Home > Surah 40 - The Forgiver
This Meccan surah verse continues the characterization of the Mosaic revelation as a functional, intellectual, and spiritual tool for the present audience.
It asserts that the Scripture is not a dead letter, but a "Reminder" designed specifically for the sharpest minds—the "people of understanding.' By identifying the Torah as a "Reminder" for "men of understanding," the Quran validates the conclusions of those who study the Bible with care.
A "Reminder" (Dhikra) is meant to bring something back to memory faithfully.
If the Torah had been "corrupted" by the 7th century, it was no longer a "Reminder" of God's word; it was a "Reminder" of man's forgeries.

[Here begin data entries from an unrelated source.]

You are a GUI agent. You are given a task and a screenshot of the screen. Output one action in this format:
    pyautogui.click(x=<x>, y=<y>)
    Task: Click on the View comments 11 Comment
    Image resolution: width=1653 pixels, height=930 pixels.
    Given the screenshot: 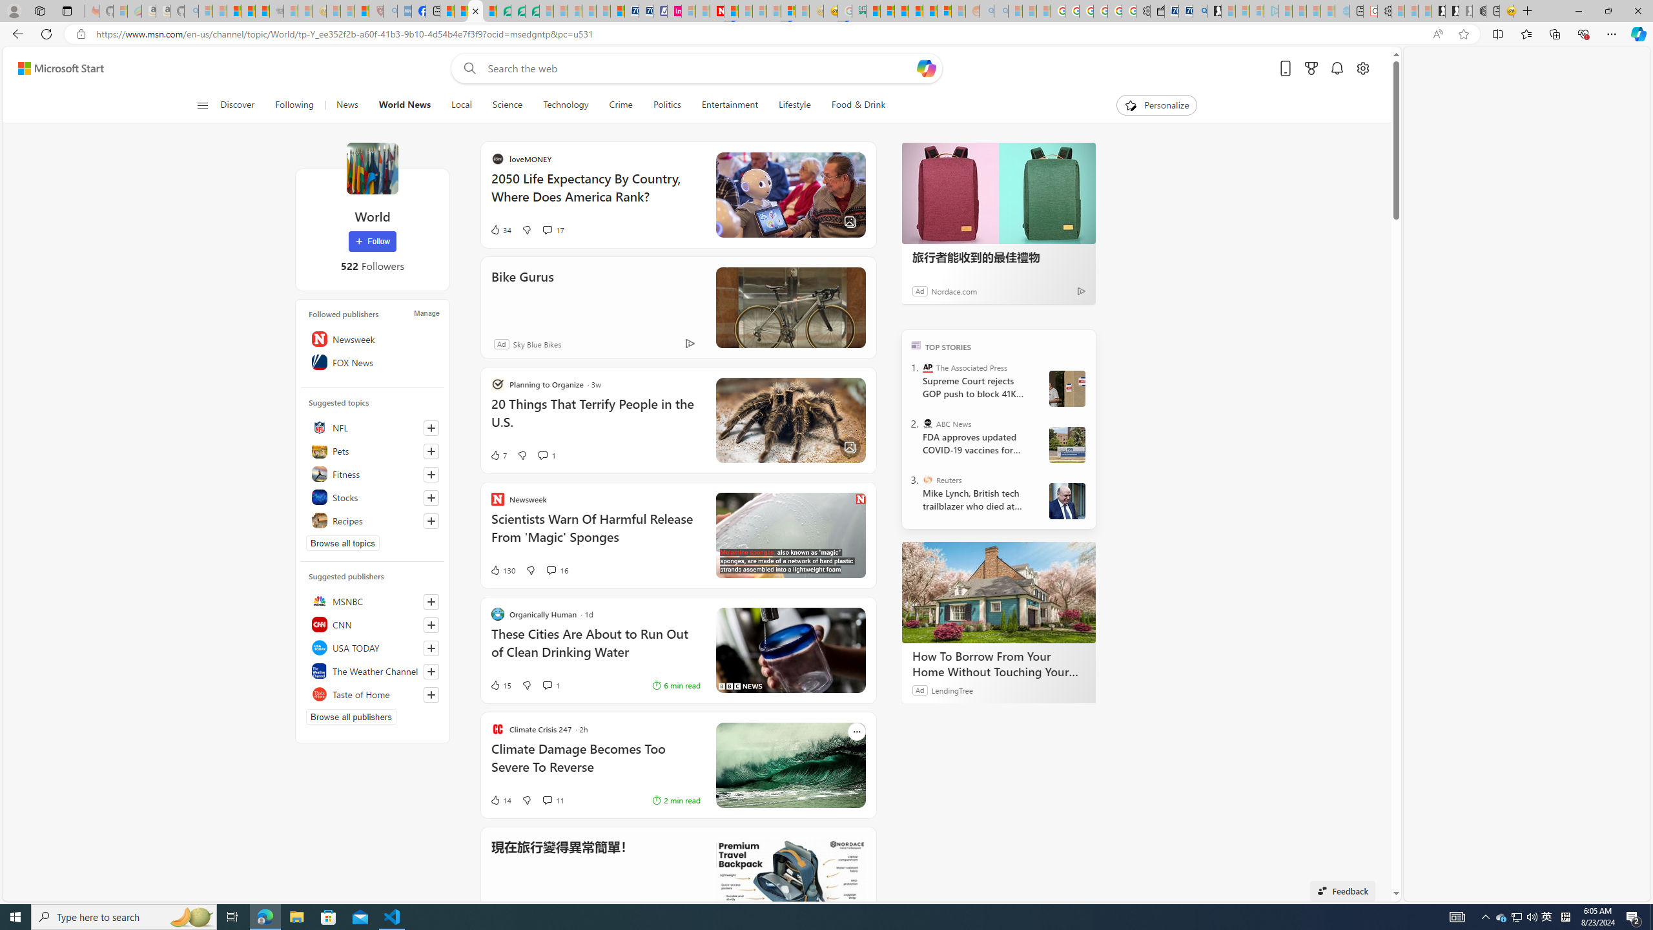 What is the action you would take?
    pyautogui.click(x=554, y=800)
    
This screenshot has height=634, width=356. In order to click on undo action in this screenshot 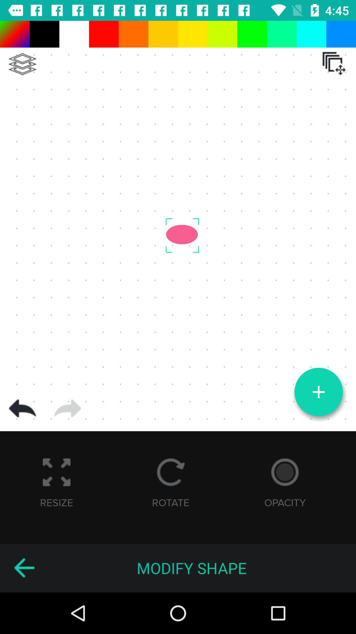, I will do `click(22, 408)`.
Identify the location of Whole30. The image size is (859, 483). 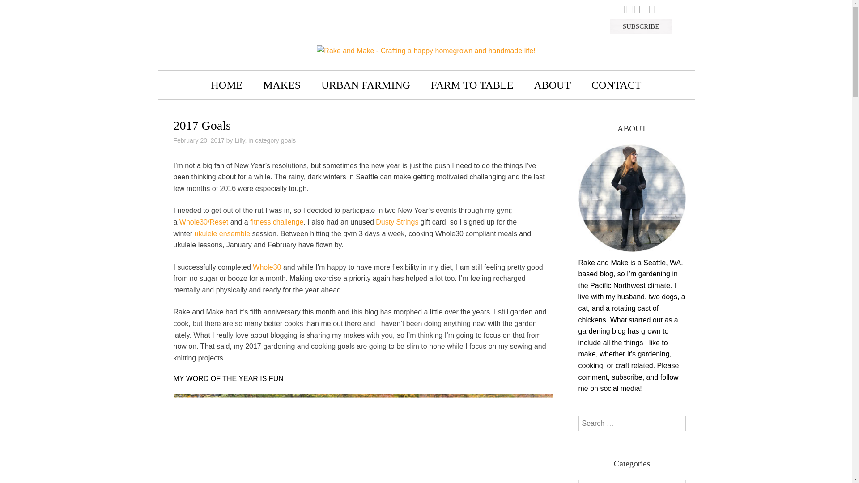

God would not point to a corrupted text and call it a "Reminder" for the "wise." If the wise are supposed to use the Torah to remember God's truth, then that truth must be present in the text.
This verse certifies the doctrinal reliability of the 7th-century Bible. If the "wise" (the People of the Book) used that text and concluded that the Messiah is the Son of God, the Quran is in the awkward position of having praised the very "Reminder" that led them to that conclusion.
The Quran appeals to Ulī-l-albāb (people of deep understanding).
Historically, the people of understanding regarding the Torah were the Jewish and Christian scholars.
If these "men of understanding" rejected the Quran because they found it inconsistent with the "Reminder" (the Torah), then the Quran is caught in a self-contradiction. It praises their intellect and their book, yet condemns them for using that intellect to follow that book.
By the Quran’s own standard, if a man of understanding looks at the Torah and sees that it requires a blood sacrifice (Leviticus 17:11), he is right to "remember" that truth and reject a new message that denies it.
The verse pairs "Guidance" with "Reminder."
Guidance provides the way forward; the Reminder provides the memory of the foundation.
If the "Guidance" (the way forward) leads to the Gospel, and the "Reminder" (the Torah) confirms the Gospel's necessity, then the Quran’s attempt to divert that path into a 7th-century Arabian context is a violation of the very "Guidance" it claims to uphold.
Surah 40:54 says that the Torah is a 'Reminder for men of understanding.'
If I study the Torah with all my understanding, I find a specific 'Reminder': that God works through a Covenant of blood and a coming Divine King.
Your Quran says that I—as a man of understanding—should use this Book as my 'Reminder.'
If I follow your Book's advice and use the Torah as my 'Reminder,' I must reject the Quran, because the Quran denies the very things the Torah reminds me of.
Either the Torah is a valid 'Reminder' for the wise (making the Bible true), or the wise are 'reminded' of lies when they read it (making the Quran wrong for calling it a reminder for the wise). Why does your Book tell me to trust my understanding of the Torah if you are going to tell me my understanding is 'shirk'?"
By focusing on the term Ulī-l-albāb, the Quran is NOT just for the "unlettered," but it specifically recognizes the authority of the biblically literate intellect.